First-past-the-post Voting - Effects

Effects

The effect of a system based on single seat constituencies is that the larger parties gain a disproportionately large share of seats, while smaller parties are left with a disproportionately small share of seats. For example, the 2005 UK General election results in Great Britain were as follows:

e • d Summary of the 5 May 2005 House of Commons of the United Kingdom election results (parties with more than one seat; not incl. N. Ireland)
Seats
Seats % Votes % Votes
Labour Party 355 56.5 36.1 9,552,436
Conservative Party 198 31.5 33.2 8,782,192
Liberal Democrats 62 9.9 22.6 5,985,454
Scottish National Party 6 1.0 1.6 412,267
Plaid Cymru 3 0.5 0.7 174,838
Others 4 0.6 5.7 1,523,716
628 26,430,908

It can be seen that Labour took a majority of seats, 57%, with only 36% of the vote. The largest two parties took 69% of votes and 88% of seats. Meanwhile, the smaller Liberal Democrat party took over a fifth of votes but only about a tenth of the seats in parliament.

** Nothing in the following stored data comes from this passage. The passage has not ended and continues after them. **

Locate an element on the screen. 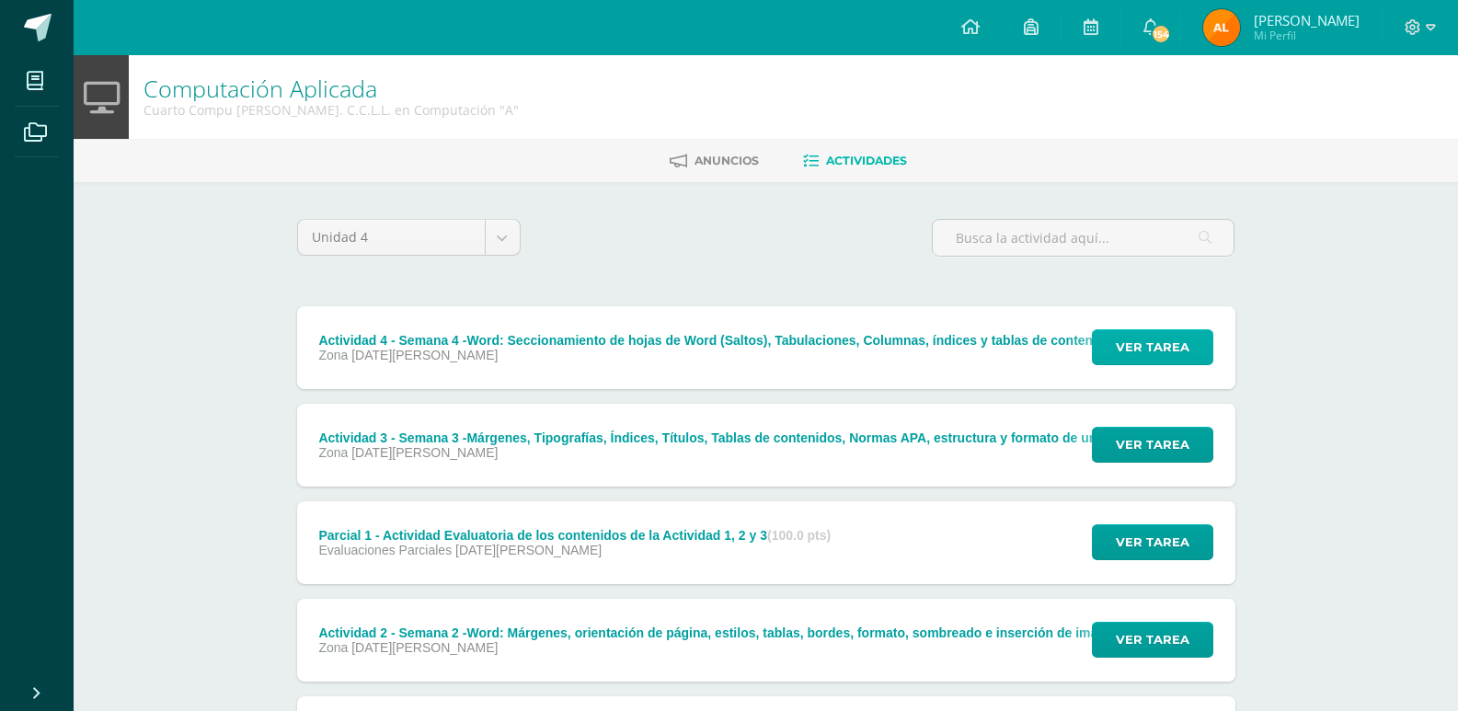  img: 8760a5c4c42ede99e0ea2cc5fb341da2.png is located at coordinates (1222, 28).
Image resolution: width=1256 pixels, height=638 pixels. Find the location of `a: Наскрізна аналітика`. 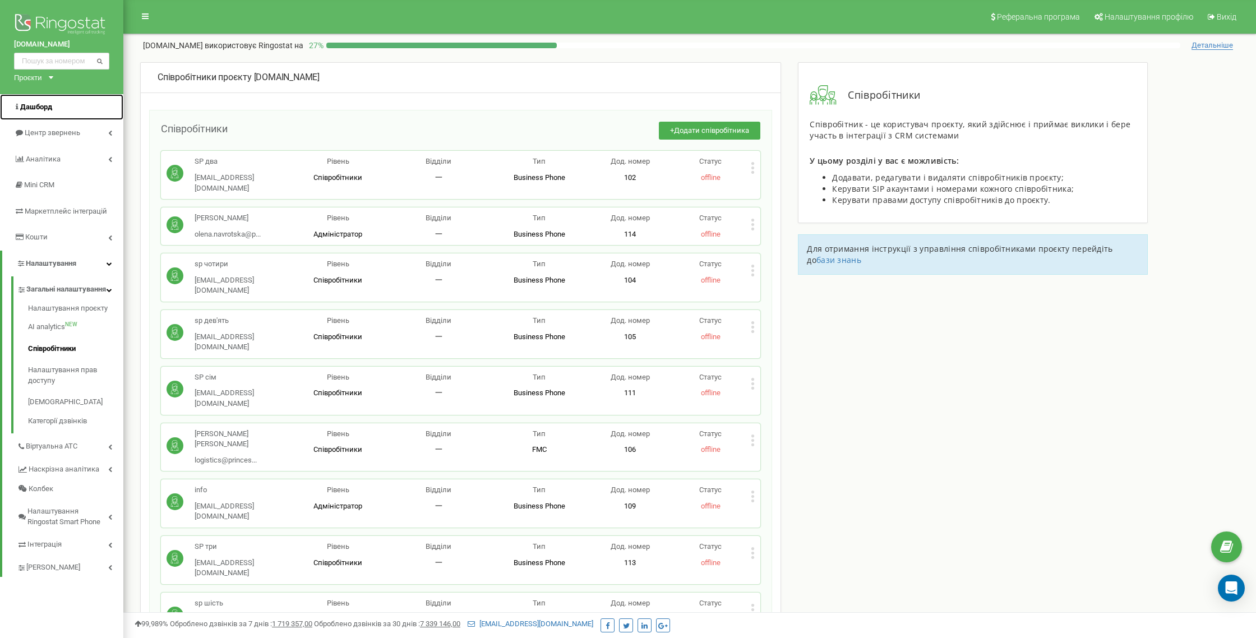

a: Наскрізна аналітика is located at coordinates (70, 468).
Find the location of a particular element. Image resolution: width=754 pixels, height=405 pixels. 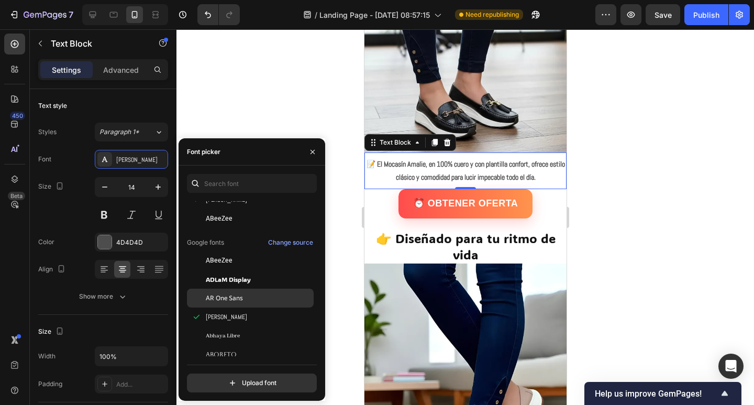

button: 7 is located at coordinates (41, 15).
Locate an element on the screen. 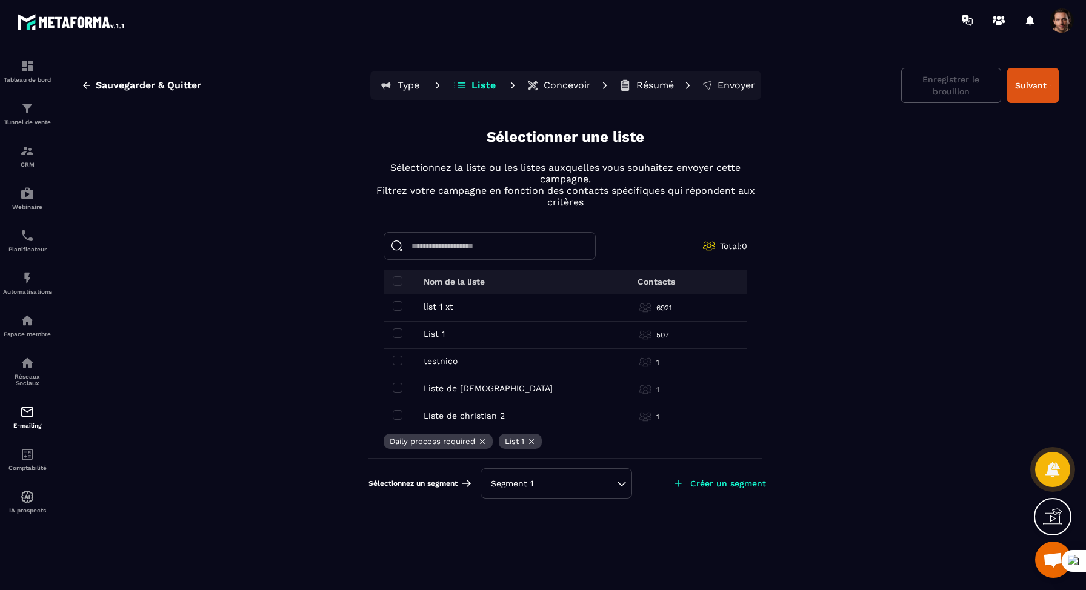 Image resolution: width=1086 pixels, height=590 pixels. p: Sélectionner une liste is located at coordinates (565, 137).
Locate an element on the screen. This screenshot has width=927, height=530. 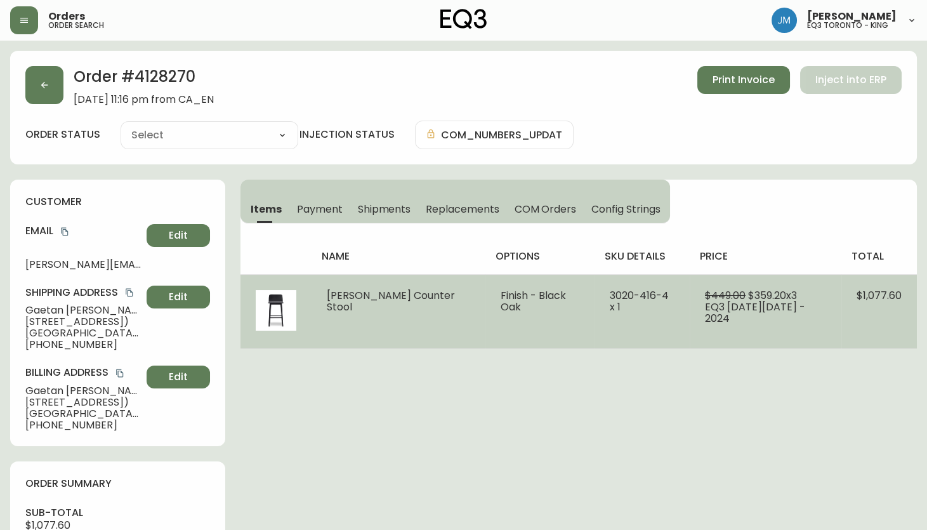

Read more about this topic:  First-past-the-post Voting

Famous quotes containing the word effects:

    Consider what effects which might conceivably have practical bearings we conceive the object of our conception to have. Then our conception of these effects is the whole of our conception of the object.
    Charles Sanders Peirce (1839–1914)

    Each of us, even the lowliest and most insignificant among us, was uprooted from his innermost existence by the almost constant volcanic upheavals visited upon our European soil and, as one of countless human beings, I can’t claim any special place for myself except that, as an Austrian, a Jew, writer, humanist and pacifist, I have always been precisely in those places where the effects of the thrusts were most violent.
    Stefan Zweig (18811942)

    Perspective, as its inventor remarked, is a beautiful thing. What horrors of damp huts, where human beings languish, may not become picturesque through aerial distance! What hymning of cancerous vices may we not languish over as sublimest art in the safe remoteness of a strange language and artificial phrase! Yet we keep a repugnance to rheumatism and other painful effects when presented in our personal experience.